Shein and Temu Clash in London Over Copying and Competition
Shein says Temu copied about 2,300 product images, while Temu says the lawsuit is really about blocking competition and controlling suppliers.

Shein and Temu dragged their ultra-fast-fashion feud into London’s High Court, and the fight was bigger than stolen images. It was about who gets to move first, who controls the supply chain, and how the cheapest clothes online get to your cart before the trend cools.
The trial opened in London on May 11, 2026 with Shein accusing Temu of copyright infringement on an industrial scale. Shein’s claim centers on allegations that Temu used thousands of Shein product photos, with one account putting the number at about 2,300 images, to sell similar or identical garments. In a business built on speed, those photos are not decoration. They are the storefront, the proof, the bait.
Temu pushed back hard. It said the lawsuit was really designed to stifle competition, not protect creative rights, and argued that the merchants using its platform had authorization to use the images. That defense matters because ultra-fast fashion depends on a tangled network of sellers, suppliers, and platforms, where ownership of a picture can be just as valuable as ownership of a seam. If the same dress can be photographed, listed, copied, and relisted in a flash, the legal fight becomes a fight over the entire machinery of trend-making.

Temu also counter-claimed for damages after it said it had to remove thousands of product listings when Shein won an injunction. On top of that, Temu alleges Shein broke competition law by tying fast-fashion suppliers to exclusive agreements. That part of the dispute is due to go to trial next year, which means the London case is only the opening round in a much wider war over how the cheapest fashion on earth stays cheap, and who gets shut out along the way.
The rivalry has already spilled across the United States, where parallel litigation has included accusations of trade-secret theft, counterfeiting, and coercive supplier practices. That is the ugly, unglamorous engine behind the app-era fashion race: not mood boards, but pressure on factories, control over images, and the scramble to flood shoppers with near-identical looks before anyone else does. In London, Shein and Temu made that system impossible to ignore.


▶ **WHAT THE TASK REQUIRES**
Collect each line of the entries that holds the string "region".

▶ **MATERIAL SUPPLIED**
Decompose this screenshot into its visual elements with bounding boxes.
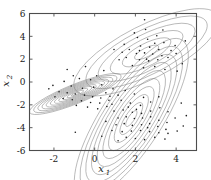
data-point [125, 57, 127, 59]
data-point [174, 117, 176, 119]
data-point [143, 67, 145, 69]
data-point [134, 32, 136, 34]
data-point [149, 131, 151, 133]
data-point [184, 40, 186, 42]
data-point [170, 50, 172, 52]
data-point [154, 137, 156, 139]
data-point [85, 66, 87, 68]
data-points-layer [48, 19, 187, 142]
data-point [100, 97, 102, 99]
data-point [147, 38, 149, 40]
data-point [158, 119, 160, 121]
y-tick-label: -6 [17, 146, 26, 156]
data-point [156, 35, 158, 37]
data-point [149, 123, 151, 125]
data-point [163, 42, 165, 44]
data-point [63, 81, 65, 83]
y-tick-label: -2 [17, 100, 26, 110]
data-point [120, 99, 122, 101]
data-point [167, 133, 169, 135]
data-point [97, 108, 99, 110]
data-point [131, 130, 133, 132]
y-axis-label: x [0, 81, 11, 87]
data-point [52, 85, 54, 87]
plot-border [30, 14, 197, 151]
data-point [140, 130, 142, 132]
x-axis-label-subscript: 1 [106, 169, 110, 177]
data-point [150, 110, 152, 112]
data-point [142, 117, 144, 119]
contour-ellipse [62, 33, 200, 180]
data-point [112, 88, 114, 90]
data-point [111, 130, 113, 132]
data-point [159, 107, 161, 109]
data-point [148, 60, 150, 62]
contour-ellipse [119, 32, 175, 72]
contour-ellipse [124, 109, 139, 128]
y-axis-label-subscript: 2 [6, 74, 14, 80]
data-point [108, 99, 110, 101]
data-point [75, 93, 77, 95]
x-tick-label: -2 [50, 154, 59, 164]
data-point [75, 131, 77, 133]
data-point [186, 115, 188, 117]
data-point [105, 121, 107, 123]
data-point [134, 93, 136, 95]
data-point [92, 96, 94, 98]
data-point [136, 109, 138, 111]
data-point [123, 123, 125, 125]
data-point [158, 132, 160, 134]
data-point [101, 135, 103, 137]
data-point [145, 29, 147, 31]
data-point [125, 137, 127, 139]
data-point [130, 102, 132, 104]
data-point [117, 94, 119, 96]
data-point [144, 139, 146, 141]
data-point [174, 45, 176, 47]
data-point [106, 106, 108, 108]
y-tick-label: 2 [20, 54, 26, 64]
data-point [113, 110, 115, 112]
data-point [150, 116, 152, 118]
data-point [175, 53, 177, 55]
data-point [157, 59, 159, 61]
data-point [54, 96, 56, 98]
data-point [122, 109, 124, 111]
data-point [113, 49, 115, 51]
data-point [140, 45, 142, 47]
data-point [139, 59, 141, 61]
data-point [90, 102, 92, 104]
data-point [125, 116, 127, 118]
data-point [82, 87, 84, 89]
x-axis-label: x [98, 163, 104, 174]
data-point [127, 106, 129, 108]
data-point [161, 55, 163, 57]
data-point [70, 85, 72, 87]
data-point [143, 97, 145, 99]
data-point [139, 50, 141, 52]
data-point [176, 70, 178, 72]
data-point [141, 124, 143, 126]
data-point [134, 118, 136, 120]
x-tick-label: 4 [173, 154, 179, 164]
data-point [146, 58, 148, 60]
data-point [167, 111, 169, 113]
data-point [84, 94, 86, 96]
data-point [165, 129, 167, 131]
data-point [72, 75, 74, 77]
data-point [109, 95, 111, 97]
data-point [167, 57, 169, 59]
data-point [121, 52, 123, 54]
data-point [136, 53, 138, 55]
data-point [164, 138, 166, 140]
data-point [62, 98, 64, 100]
data-point [181, 63, 183, 65]
x-tick-label: 2 [133, 154, 139, 164]
y-tick-label: -4 [17, 123, 26, 133]
data-point [166, 122, 168, 124]
contour-ellipse [93, 71, 170, 166]
data-point [66, 69, 68, 71]
data-point [158, 49, 160, 51]
data-point [123, 44, 125, 46]
data-point [81, 100, 83, 102]
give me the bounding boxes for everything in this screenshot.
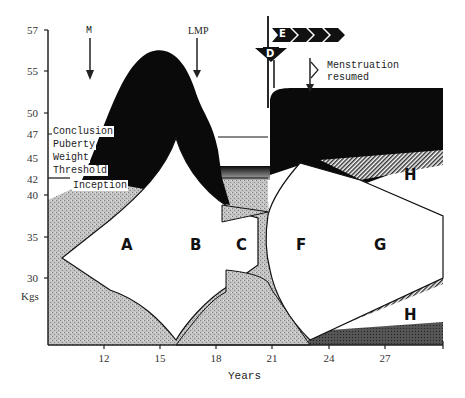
region-a-label: A bbox=[121, 236, 133, 254]
x-axis-title: Years bbox=[228, 370, 261, 382]
x-tick-18: 18 bbox=[204, 352, 228, 364]
m-arrow-icon bbox=[86, 70, 94, 80]
puberty-label: Puberty bbox=[52, 139, 96, 150]
conclusion-label: Conclusion bbox=[52, 126, 114, 137]
d-marker-label: D bbox=[266, 48, 274, 59]
y-tick-50: 50 bbox=[14, 107, 38, 119]
region-c-label: C bbox=[236, 236, 247, 254]
resumed-label: resumed bbox=[327, 72, 369, 83]
x-tick-21: 21 bbox=[260, 352, 284, 364]
y-tick-45: 45 bbox=[14, 152, 38, 164]
region-f-label: F bbox=[296, 236, 306, 254]
menstruation-label: Menstruation bbox=[327, 60, 399, 71]
x-tick-15: 15 bbox=[148, 352, 172, 364]
y-tick-30: 30 bbox=[14, 272, 38, 284]
y-tick-47: 47 bbox=[14, 128, 38, 140]
region-h-lower-label: H bbox=[404, 306, 417, 324]
region-b-label: B bbox=[190, 236, 201, 254]
lmp-arrow-icon bbox=[193, 70, 201, 78]
lmp-label: LMP bbox=[188, 25, 209, 36]
e-marker-label: E bbox=[279, 28, 286, 39]
y-tick-35: 35 bbox=[14, 231, 38, 243]
y-tick-40: 40 bbox=[14, 189, 38, 201]
y-axis-unit: Kgs bbox=[21, 290, 39, 302]
region-h-upper-label: H bbox=[404, 166, 417, 184]
weight-label: Weight bbox=[52, 152, 90, 163]
y-tick-57: 57 bbox=[14, 24, 38, 36]
weight-age-diagram: 57 55 50 47 45 42 40 35 30 Kgs 12 15 18 … bbox=[0, 0, 465, 398]
x-tick-24: 24 bbox=[317, 352, 341, 364]
menstruation-flag-icon bbox=[311, 62, 318, 78]
m-label: M bbox=[86, 25, 92, 36]
y-tick-42: 42 bbox=[14, 173, 38, 185]
inception-label: Inception bbox=[72, 180, 128, 191]
region-g-label: G bbox=[374, 236, 386, 254]
x-tick-12: 12 bbox=[92, 352, 116, 364]
x-tick-27: 27 bbox=[373, 352, 397, 364]
y-tick-55: 55 bbox=[14, 65, 38, 77]
threshold-label: Threshold bbox=[52, 165, 108, 176]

▶ **COMPLETED TASK**
region-a-label: A bbox=[121, 236, 133, 254]
region-c-label: C bbox=[236, 236, 247, 254]
region-f-label: F bbox=[296, 236, 306, 254]
region-h-lower-label: H bbox=[404, 306, 417, 324]
region-b-label: B bbox=[190, 236, 201, 254]
region-h-upper-label: H bbox=[404, 166, 417, 184]
region-g-label: G bbox=[374, 236, 386, 254]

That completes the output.